Dr Alan Sanders, chief executive, has steered the foundation to offer structured education away from mainstream schools, which Martin recognises is “not for everyone”, delivering at KS2, 3 and 4.
They now own a 3G pitch and are taking a run-down facility at Southwick FC to develop another artificial surface and classrooms.
Martin, chair of the trustees, doesn’t have day-to-day involvement and insists he can’t take credit other than good people together. His name went on it primarily to get help from the PFA.
“Now we provide extra time provision for kids before they reach the end of the line with schools giving up on them,” he continued, with a smile.

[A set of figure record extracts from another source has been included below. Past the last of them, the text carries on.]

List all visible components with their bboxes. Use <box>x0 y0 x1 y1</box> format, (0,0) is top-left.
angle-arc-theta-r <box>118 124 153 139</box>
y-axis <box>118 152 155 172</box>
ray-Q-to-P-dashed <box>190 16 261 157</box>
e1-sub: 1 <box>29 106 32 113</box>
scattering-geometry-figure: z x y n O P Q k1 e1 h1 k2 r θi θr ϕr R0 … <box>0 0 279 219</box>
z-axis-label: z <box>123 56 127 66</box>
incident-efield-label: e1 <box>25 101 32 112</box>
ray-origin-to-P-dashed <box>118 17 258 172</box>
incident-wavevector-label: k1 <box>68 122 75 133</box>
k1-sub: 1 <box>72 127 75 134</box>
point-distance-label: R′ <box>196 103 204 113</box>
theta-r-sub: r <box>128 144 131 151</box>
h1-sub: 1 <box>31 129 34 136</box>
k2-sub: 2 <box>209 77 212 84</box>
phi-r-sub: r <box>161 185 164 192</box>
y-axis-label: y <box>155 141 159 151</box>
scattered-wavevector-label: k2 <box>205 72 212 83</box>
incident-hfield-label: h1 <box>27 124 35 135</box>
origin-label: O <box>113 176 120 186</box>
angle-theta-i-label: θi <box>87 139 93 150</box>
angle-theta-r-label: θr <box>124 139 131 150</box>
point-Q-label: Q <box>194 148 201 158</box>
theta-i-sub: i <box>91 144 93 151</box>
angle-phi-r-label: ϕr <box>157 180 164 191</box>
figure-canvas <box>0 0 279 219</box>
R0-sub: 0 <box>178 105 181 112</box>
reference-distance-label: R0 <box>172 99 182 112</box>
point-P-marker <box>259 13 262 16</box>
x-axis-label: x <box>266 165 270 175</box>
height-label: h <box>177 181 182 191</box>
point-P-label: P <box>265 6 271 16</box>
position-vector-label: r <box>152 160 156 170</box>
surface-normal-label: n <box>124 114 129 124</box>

“The ones they say are struggling, our team will look at them and see how much we can do for them.
“There are so many issues at play, not just at school but at home; parents and drug abuse, physical abuse and sexual abuse, some of the stories are horrific.
“The impact we can have in three or four months, sometimes longer, to get them back into mainstream schools has been amazing, and how much it’s grown.
“The one thing they’re not really doing is telling everyone how great they are! They do so much good work, it’s a team of 30 people, and I want them to take credit for it.”
It is interesting and evocative to sit and talk with Martin, both off-record over lunch and in a recorded interview setting. He is a manager who is genuinely attentive and interested.
He is someone seemingly aware of opinions about him despite both insistence that he does not consume outside noise and his self-conviction.
Martin commands the same respect he bestows on others while simultaneously taking a self-deprecating view of his achievements, particularly regarding his playing career.
Given his journey, everyone he has connected with and that bit of doubt that always remains, it will not only be Martin touched if he can celebrate with his family, on the pitch, next May.